Make the Iraqi military inflict more casualties on the Coalition during the Persian Gulf War. How would the Iraqi's accomplish inflicting thousands of more casualties on the Coalition forces in an alternate scenario of the Gulf War in 1991?

Stop pretending that you have an actual soviet-style combined arms army that can compete with overwhelming Coalition strength in all aspects. Hunker down into the big cities and go for guerrilla warfare immediately.

Instead of sending your armored forces into the desert to get shot up by tanks you can't destroy or by aircraft you can't see, make every street corner an ambush spot with your armored units acting in extreme close quarters combined with infantry support. You'll lose anyway but you can probably draw the conflict out by a few months, massively increase casualties on the Coalition side and gain international sympathy from all the inevitable civilian deaths.

Sponsor a coup in Saudi Arabia and laugh as the country falls apart into a multi-sided civil war that bogs down the Coalition.

How would the Republican Guard perform against coalition infantry in an urban situation like this? Are they even close to their combat ability, being the "elite" of the Iraqi military?

Either:

Go on the offensive and push deep into Saudi Arabia before American troops can arrive in force, thus denying them the air and naval bases that were used in the buildup.

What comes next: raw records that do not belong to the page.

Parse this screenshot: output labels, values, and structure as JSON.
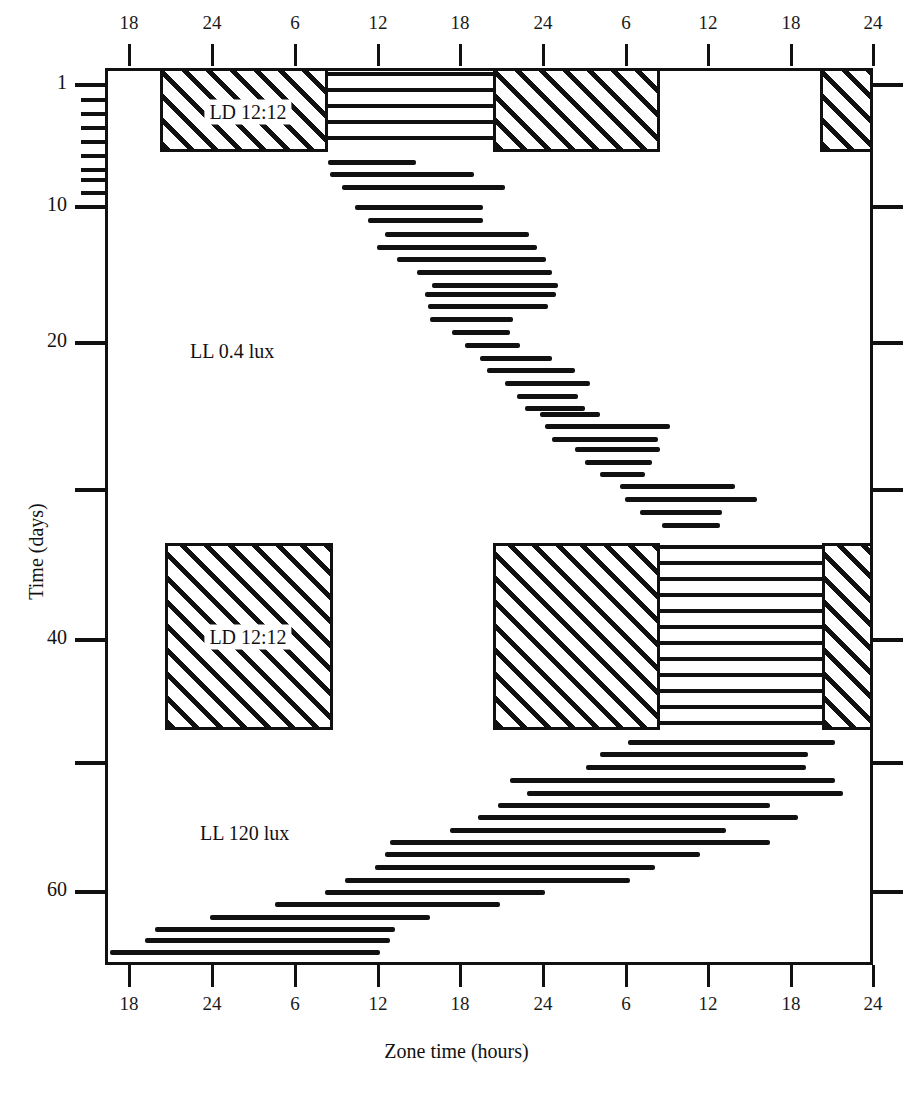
{
  "axes": {
    "x_title": "Zone time (hours)",
    "y_title": "Time (days)",
    "x_ticks": [
      {
        "label": "18",
        "x": 129
      },
      {
        "label": "24",
        "x": 212
      },
      {
        "label": "6",
        "x": 295
      },
      {
        "label": "12",
        "x": 378
      },
      {
        "label": "18",
        "x": 460
      },
      {
        "label": "24",
        "x": 543
      },
      {
        "label": "6",
        "x": 626
      },
      {
        "label": "12",
        "x": 708
      },
      {
        "label": "18",
        "x": 791
      },
      {
        "label": "24",
        "x": 873
      }
    ],
    "y_ticks": [
      {
        "label": "1",
        "y": 85,
        "major": true
      },
      {
        "label": "",
        "y": 100,
        "major": false
      },
      {
        "label": "",
        "y": 114,
        "major": false
      },
      {
        "label": "",
        "y": 128,
        "major": false
      },
      {
        "label": "",
        "y": 142,
        "major": false
      },
      {
        "label": "",
        "y": 156,
        "major": false
      },
      {
        "label": "",
        "y": 170,
        "major": false
      },
      {
        "label": "",
        "y": 180,
        "major": false
      },
      {
        "label": "",
        "y": 193,
        "major": false
      },
      {
        "label": "10",
        "y": 207,
        "major": true
      },
      {
        "label": "20",
        "y": 343,
        "major": true
      },
      {
        "label": "",
        "y": 490,
        "major": true
      },
      {
        "label": "40",
        "y": 640,
        "major": true
      },
      {
        "label": "",
        "y": 763,
        "major": true
      },
      {
        "label": "60",
        "y": 892,
        "major": true
      }
    ]
  },
  "regions": [
    {
      "name": "ll-04-lux",
      "label": "LL 0.4 lux",
      "x": 190,
      "y": 340
    },
    {
      "name": "ll-120-lux",
      "label": "LL 120 lux",
      "x": 200,
      "y": 822
    }
  ],
  "ld_labels": [
    {
      "text": "LD 12:12",
      "x": 248,
      "y": 112
    },
    {
      "text": "LD 12:12",
      "x": 248,
      "y": 637
    }
  ],
  "chart_data": {
    "type": "actogram",
    "title": "",
    "xlabel": "Zone time (hours)",
    "ylabel": "Time (days)",
    "xlim": [
      17.0,
      48.0
    ],
    "ylim": [
      0,
      66
    ],
    "grid": false,
    "legend": null,
    "x_tick_hours": [
      18,
      24,
      30,
      36,
      42,
      48,
      54,
      60,
      66,
      72
    ],
    "x_tick_labels": [
      "18",
      "24",
      "6",
      "12",
      "18",
      "24",
      "6",
      "12",
      "18",
      "24"
    ],
    "y_tick_days": [
      1,
      10,
      20,
      30,
      40,
      50,
      60
    ],
    "double_plotted": true,
    "lighting_blocks": [
      {
        "name": "dark-top-left",
        "type": "dark",
        "x0": 160,
        "x1": 328,
        "y0": 68,
        "y1": 152,
        "pattern": "diagonal-hatch"
      },
      {
        "name": "dark-top-mid",
        "type": "dark",
        "x0": 493,
        "x1": 660,
        "y0": 68,
        "y1": 152,
        "pattern": "diagonal-hatch"
      },
      {
        "name": "dark-top-right",
        "type": "dark",
        "x0": 820,
        "x1": 873,
        "y0": 68,
        "y1": 152,
        "pattern": "diagonal-hatch"
      },
      {
        "name": "dark-bot-left",
        "type": "dark",
        "x0": 165,
        "x1": 333,
        "y0": 543,
        "y1": 730,
        "pattern": "diagonal-hatch"
      },
      {
        "name": "dark-bot-mid",
        "type": "dark",
        "x0": 493,
        "x1": 660,
        "y0": 543,
        "y1": 730,
        "pattern": "diagonal-hatch"
      },
      {
        "name": "dark-bot-right",
        "type": "dark",
        "x0": 822,
        "x1": 873,
        "y0": 543,
        "y1": 730,
        "pattern": "diagonal-hatch"
      }
    ],
    "dense_activity_blocks": [
      {
        "name": "entrained-activity-top",
        "x0": 328,
        "x1": 493,
        "y0": 72,
        "y1": 152
      },
      {
        "name": "entrained-activity-bottom",
        "x0": 660,
        "x1": 822,
        "y0": 545,
        "y1": 730
      }
    ],
    "activity_bars": [
      {
        "day": 7,
        "x0": 328,
        "x1": 416,
        "y": 160
      },
      {
        "day": 8,
        "x0": 330,
        "x1": 474,
        "y": 172
      },
      {
        "day": 9,
        "x0": 342,
        "x1": 505,
        "y": 185
      },
      {
        "day": 10,
        "x0": 355,
        "x1": 483,
        "y": 205
      },
      {
        "day": 11,
        "x0": 368,
        "x1": 483,
        "y": 218
      },
      {
        "day": 12,
        "x0": 385,
        "x1": 529,
        "y": 232
      },
      {
        "day": 13,
        "x0": 377,
        "x1": 537,
        "y": 245
      },
      {
        "day": 14,
        "x0": 397,
        "x1": 546,
        "y": 257
      },
      {
        "day": 15,
        "x0": 417,
        "x1": 552,
        "y": 270
      },
      {
        "day": 16,
        "x0": 432,
        "x1": 558,
        "y": 283
      },
      {
        "day": 17,
        "x0": 425,
        "x1": 556,
        "y": 292
      },
      {
        "day": 18,
        "x0": 428,
        "x1": 548,
        "y": 304
      },
      {
        "day": 19,
        "x0": 430,
        "x1": 513,
        "y": 317
      },
      {
        "day": 20,
        "x0": 452,
        "x1": 510,
        "y": 330
      },
      {
        "day": 21,
        "x0": 465,
        "x1": 520,
        "y": 343
      },
      {
        "day": 22,
        "x0": 480,
        "x1": 552,
        "y": 356
      },
      {
        "day": 23,
        "x0": 487,
        "x1": 575,
        "y": 368
      },
      {
        "day": 24,
        "x0": 505,
        "x1": 590,
        "y": 381
      },
      {
        "day": 25,
        "x0": 517,
        "x1": 578,
        "y": 394
      },
      {
        "day": 26,
        "x0": 525,
        "x1": 585,
        "y": 406
      },
      {
        "day": 27,
        "x0": 540,
        "x1": 600,
        "y": 412
      },
      {
        "day": 28,
        "x0": 545,
        "x1": 670,
        "y": 424
      },
      {
        "day": 29,
        "x0": 552,
        "x1": 658,
        "y": 437
      },
      {
        "day": 30,
        "x0": 575,
        "x1": 660,
        "y": 447
      },
      {
        "day": 31,
        "x0": 585,
        "x1": 652,
        "y": 460
      },
      {
        "day": 32,
        "x0": 600,
        "x1": 645,
        "y": 472
      },
      {
        "day": 33,
        "x0": 620,
        "x1": 735,
        "y": 484
      },
      {
        "day": 34,
        "x0": 625,
        "x1": 757,
        "y": 497
      },
      {
        "day": 35,
        "x0": 640,
        "x1": 722,
        "y": 510
      },
      {
        "day": 36,
        "x0": 662,
        "x1": 720,
        "y": 523
      },
      {
        "day": 47,
        "x0": 628,
        "x1": 835,
        "y": 740
      },
      {
        "day": 48,
        "x0": 600,
        "x1": 808,
        "y": 752
      },
      {
        "day": 49,
        "x0": 586,
        "x1": 806,
        "y": 765
      },
      {
        "day": 50,
        "x0": 510,
        "x1": 835,
        "y": 778
      },
      {
        "day": 51,
        "x0": 527,
        "x1": 843,
        "y": 791
      },
      {
        "day": 52,
        "x0": 498,
        "x1": 770,
        "y": 803
      },
      {
        "day": 53,
        "x0": 478,
        "x1": 798,
        "y": 815
      },
      {
        "day": 54,
        "x0": 450,
        "x1": 726,
        "y": 828
      },
      {
        "day": 55,
        "x0": 390,
        "x1": 770,
        "y": 840
      },
      {
        "day": 56,
        "x0": 385,
        "x1": 700,
        "y": 852
      },
      {
        "day": 57,
        "x0": 375,
        "x1": 655,
        "y": 865
      },
      {
        "day": 58,
        "x0": 345,
        "x1": 630,
        "y": 878
      },
      {
        "day": 59,
        "x0": 325,
        "x1": 545,
        "y": 890
      },
      {
        "day": 60,
        "x0": 275,
        "x1": 500,
        "y": 902
      },
      {
        "day": 61,
        "x0": 210,
        "x1": 430,
        "y": 915
      },
      {
        "day": 62,
        "x0": 155,
        "x1": 395,
        "y": 927
      },
      {
        "day": 63,
        "x0": 145,
        "x1": 390,
        "y": 938
      },
      {
        "day": 64,
        "x0": 110,
        "x1": 380,
        "y": 950
      }
    ]
  }
}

Take control of Saudi oil fields and threaten to destroy them if US-led coalition forces try to retake the territory. This will lead to the United States launching a more cautious military response.

Don't even bother with fortifying the Kuwaiti-Saudi frontier. It's flat land with no terrain to anchor a defense on. Pull the regular Iraqi Army back to Iraq proper (they'll be more inclined to fight to defend their own country than Kuwait) consolidate Republican Guard forces in the Kuwaiti capital, which will force the United States to either be far more judicious in its application of air power or risk enraging the Arab world by laying waste to one of the crown jewels of the Middle East. Either way, it will be a far bloodier and protracted engagement.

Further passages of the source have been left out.